Doug Campbell’s written a great short history of public choice for Region Focus, the newsletter of the Richmond Fed. Or at least that’s what my Inner Megalomaniac thinks, since 50% of this short history is about my work! One highlight:

To Caplan, his work adds up to something in between a reorientation and a debunking of public choice theory. “I can still accept 75 percent of [public choice theory], but with a big asterisk,” Caplan says. “It’s not so much about sneaking bad policy underneath the radar as it is tapping into public opinion.”

Campbell also describes some critical remarks from Cato’s Bill Niskanen:

The weakness in Caplan’s premise, Niskanen says, is his reliance on a survey with open-ended questions. It may be that the general public believes that raising the minimum wage is a good idea while economists disagree. But if you extend the question with the information that raising the minimum wage may decrease employment for the least-skilled workers, the public may be less enthusiastic. And if so, then that is evidence against systematic irrationality. It is, quite plainly, rational ignorance.

I have a whole chapter (“Chapter 4: Classical Public Choice and the Failure of Rational Ignorance”) on this point, but to give the quick version:

1. Rational ignorance doesn’t explain why the ignorant make the same kind of errors.

2. Rational ignorance doesn’t explain why people are not agnostic about fields – like economics – that they haven’t studied.

3. Rational ignorance doesn’t explain why most people resist and even get angry when economists explain the negative side effects of popular policies.

Niskanen’s right that people would favor different policies if you changed their minds about the facts. The problem is that changing their minds about the facts is like pulling teeth.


PROBLEM TO SOLVE: In the records below, begin at the line that has "Describe the element at coordinates (574, 18)" and stop after the line that has "In order to click on span: Comprobantes"; quote those lines verbatim and nothing more.

DATA:
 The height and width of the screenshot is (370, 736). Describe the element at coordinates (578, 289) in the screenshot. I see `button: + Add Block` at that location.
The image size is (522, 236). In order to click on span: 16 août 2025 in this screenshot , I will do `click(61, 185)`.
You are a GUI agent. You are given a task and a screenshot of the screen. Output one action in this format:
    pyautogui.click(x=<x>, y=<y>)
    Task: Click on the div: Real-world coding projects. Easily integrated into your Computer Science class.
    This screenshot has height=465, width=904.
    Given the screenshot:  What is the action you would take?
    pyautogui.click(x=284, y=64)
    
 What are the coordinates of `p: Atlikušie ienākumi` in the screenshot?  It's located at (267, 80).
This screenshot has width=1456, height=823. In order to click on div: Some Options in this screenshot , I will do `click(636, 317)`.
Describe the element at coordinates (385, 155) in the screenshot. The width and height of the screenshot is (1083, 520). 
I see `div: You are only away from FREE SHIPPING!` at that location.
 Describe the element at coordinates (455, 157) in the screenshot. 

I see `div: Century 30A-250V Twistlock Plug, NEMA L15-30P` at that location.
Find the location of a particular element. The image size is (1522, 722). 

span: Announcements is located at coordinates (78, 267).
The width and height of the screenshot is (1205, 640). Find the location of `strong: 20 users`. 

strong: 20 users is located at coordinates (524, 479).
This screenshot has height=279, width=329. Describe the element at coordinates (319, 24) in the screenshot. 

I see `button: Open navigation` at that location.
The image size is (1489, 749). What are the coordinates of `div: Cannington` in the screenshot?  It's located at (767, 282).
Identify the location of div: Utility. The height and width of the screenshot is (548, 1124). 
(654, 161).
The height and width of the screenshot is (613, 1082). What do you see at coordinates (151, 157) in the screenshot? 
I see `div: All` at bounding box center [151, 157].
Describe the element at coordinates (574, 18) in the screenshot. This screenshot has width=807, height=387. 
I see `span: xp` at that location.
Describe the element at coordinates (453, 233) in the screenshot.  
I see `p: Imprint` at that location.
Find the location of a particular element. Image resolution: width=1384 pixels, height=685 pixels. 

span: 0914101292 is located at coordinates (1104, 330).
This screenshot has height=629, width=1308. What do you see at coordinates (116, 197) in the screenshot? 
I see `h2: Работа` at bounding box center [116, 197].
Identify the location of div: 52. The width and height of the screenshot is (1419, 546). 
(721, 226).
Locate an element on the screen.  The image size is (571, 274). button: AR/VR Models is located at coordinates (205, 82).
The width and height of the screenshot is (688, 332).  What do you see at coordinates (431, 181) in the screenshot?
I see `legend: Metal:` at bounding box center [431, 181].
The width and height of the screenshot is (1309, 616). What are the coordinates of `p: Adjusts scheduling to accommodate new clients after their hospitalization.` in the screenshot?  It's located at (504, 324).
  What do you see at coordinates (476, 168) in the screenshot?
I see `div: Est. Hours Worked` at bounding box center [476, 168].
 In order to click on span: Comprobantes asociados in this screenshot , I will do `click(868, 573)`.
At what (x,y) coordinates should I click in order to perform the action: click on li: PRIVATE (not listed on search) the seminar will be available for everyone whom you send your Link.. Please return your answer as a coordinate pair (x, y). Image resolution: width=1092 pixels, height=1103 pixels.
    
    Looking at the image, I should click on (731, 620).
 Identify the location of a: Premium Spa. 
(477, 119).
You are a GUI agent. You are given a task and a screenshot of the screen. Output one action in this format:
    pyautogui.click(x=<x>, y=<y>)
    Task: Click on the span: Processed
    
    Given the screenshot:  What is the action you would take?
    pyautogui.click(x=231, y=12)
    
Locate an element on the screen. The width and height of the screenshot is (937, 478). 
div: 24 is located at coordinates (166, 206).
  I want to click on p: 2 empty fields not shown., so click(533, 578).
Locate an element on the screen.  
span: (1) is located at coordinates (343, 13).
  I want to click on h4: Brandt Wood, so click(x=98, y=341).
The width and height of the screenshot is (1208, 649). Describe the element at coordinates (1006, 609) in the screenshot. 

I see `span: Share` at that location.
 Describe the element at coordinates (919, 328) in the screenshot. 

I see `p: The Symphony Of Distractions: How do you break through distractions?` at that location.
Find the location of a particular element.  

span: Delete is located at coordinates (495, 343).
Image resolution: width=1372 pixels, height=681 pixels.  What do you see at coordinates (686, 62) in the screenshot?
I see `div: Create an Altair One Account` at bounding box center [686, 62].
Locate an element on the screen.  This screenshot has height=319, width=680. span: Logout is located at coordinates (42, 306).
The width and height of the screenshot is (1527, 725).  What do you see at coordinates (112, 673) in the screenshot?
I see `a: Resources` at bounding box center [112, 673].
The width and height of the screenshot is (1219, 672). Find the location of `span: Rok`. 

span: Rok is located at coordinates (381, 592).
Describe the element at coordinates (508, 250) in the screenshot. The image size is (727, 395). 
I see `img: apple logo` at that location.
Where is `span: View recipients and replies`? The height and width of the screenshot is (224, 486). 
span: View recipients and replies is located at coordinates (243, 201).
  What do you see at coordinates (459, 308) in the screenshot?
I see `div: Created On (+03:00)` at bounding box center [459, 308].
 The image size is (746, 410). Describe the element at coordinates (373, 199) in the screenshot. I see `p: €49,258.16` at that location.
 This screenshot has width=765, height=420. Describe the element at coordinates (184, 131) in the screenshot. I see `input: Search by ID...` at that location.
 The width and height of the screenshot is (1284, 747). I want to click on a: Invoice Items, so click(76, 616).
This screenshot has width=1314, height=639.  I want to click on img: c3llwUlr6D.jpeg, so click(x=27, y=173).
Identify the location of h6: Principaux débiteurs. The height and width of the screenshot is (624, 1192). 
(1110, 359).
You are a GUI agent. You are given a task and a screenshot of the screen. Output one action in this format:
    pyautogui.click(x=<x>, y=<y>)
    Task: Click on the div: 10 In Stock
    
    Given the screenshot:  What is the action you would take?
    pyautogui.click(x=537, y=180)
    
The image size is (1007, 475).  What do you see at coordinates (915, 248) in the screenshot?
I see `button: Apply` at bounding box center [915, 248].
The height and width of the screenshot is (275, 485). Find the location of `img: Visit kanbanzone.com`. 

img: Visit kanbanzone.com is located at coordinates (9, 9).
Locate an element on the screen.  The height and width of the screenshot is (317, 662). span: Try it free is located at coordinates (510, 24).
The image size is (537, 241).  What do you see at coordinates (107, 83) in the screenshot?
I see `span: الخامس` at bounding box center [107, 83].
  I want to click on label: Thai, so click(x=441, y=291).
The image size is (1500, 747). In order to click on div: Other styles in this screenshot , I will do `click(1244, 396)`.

ANSWER SECTION:
Describe the element at coordinates (574, 18) in the screenshot. This screenshot has width=807, height=387. 
I see `span: xp` at that location.
Describe the element at coordinates (453, 233) in the screenshot.  
I see `p: Imprint` at that location.
Find the location of a particular element. Image resolution: width=1384 pixels, height=685 pixels. 

span: 0914101292 is located at coordinates (1104, 330).
This screenshot has height=629, width=1308. What do you see at coordinates (116, 197) in the screenshot? 
I see `h2: Работа` at bounding box center [116, 197].
Identify the location of div: 52. The width and height of the screenshot is (1419, 546). 
(721, 226).
Locate an element on the screen.  The image size is (571, 274). button: AR/VR Models is located at coordinates (205, 82).
The width and height of the screenshot is (688, 332).  What do you see at coordinates (431, 181) in the screenshot?
I see `legend: Metal:` at bounding box center [431, 181].
The width and height of the screenshot is (1309, 616). What are the coordinates of `p: Adjusts scheduling to accommodate new clients after their hospitalization.` in the screenshot?  It's located at (504, 324).
  What do you see at coordinates (476, 168) in the screenshot?
I see `div: Est. Hours Worked` at bounding box center [476, 168].
 In order to click on span: Comprobantes asociados in this screenshot , I will do `click(868, 573)`.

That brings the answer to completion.